• [Requirement]: Copy out the lines beginning at the one with "The width and" and ending at the last line of the data, both included; pictures stay out.

Extracted data entries
════

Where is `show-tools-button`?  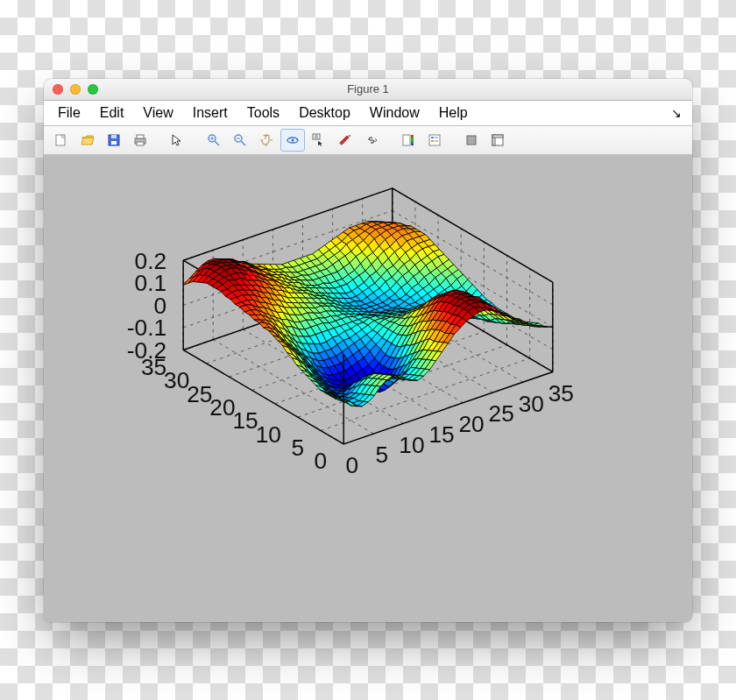 show-tools-button is located at coordinates (498, 140).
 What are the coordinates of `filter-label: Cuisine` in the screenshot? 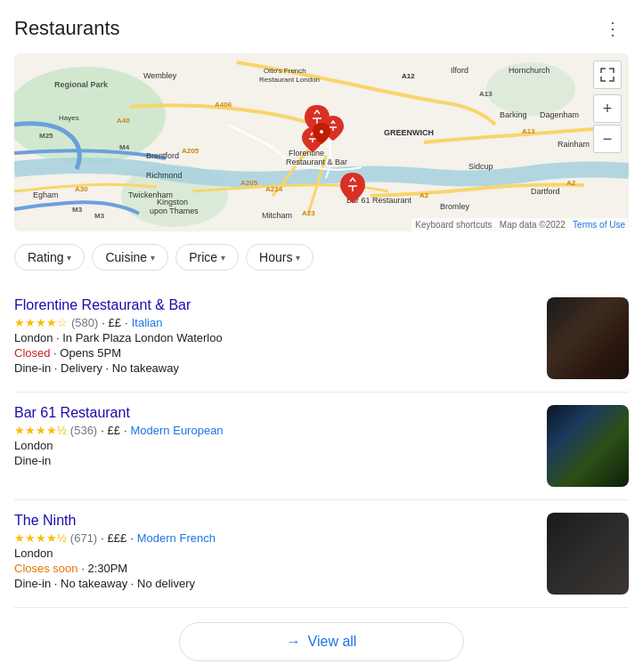 It's located at (126, 257).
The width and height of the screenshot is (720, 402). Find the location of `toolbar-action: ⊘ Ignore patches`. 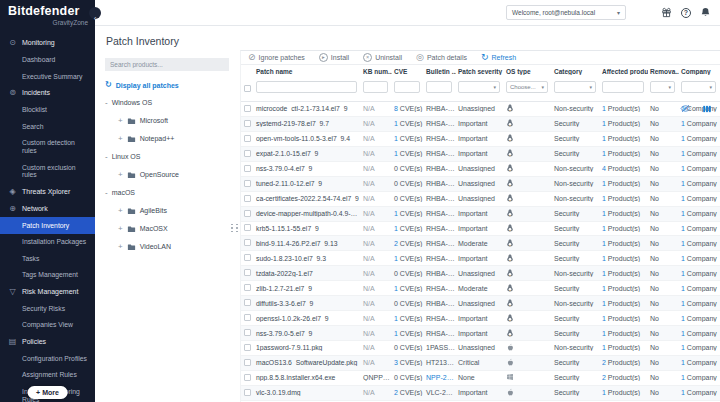

toolbar-action: ⊘ Ignore patches is located at coordinates (276, 58).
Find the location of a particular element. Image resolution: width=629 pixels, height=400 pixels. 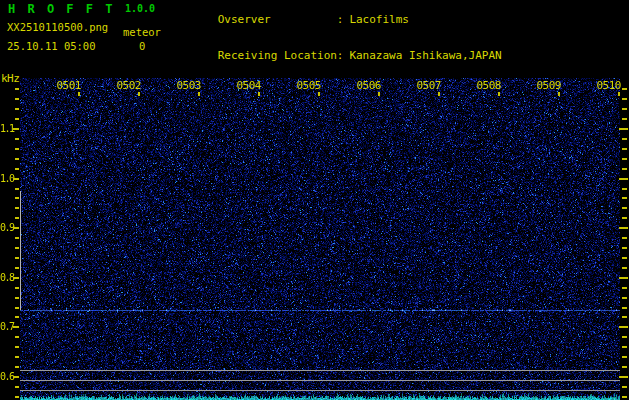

════

• [Answer]:
The width and height of the screenshot is (720, 402). Find the location of `toolbar-action: ⊘ Ignore patches`. 

toolbar-action: ⊘ Ignore patches is located at coordinates (276, 58).
Find the location of a particular element. Image resolution: width=629 pixels, height=400 pixels. 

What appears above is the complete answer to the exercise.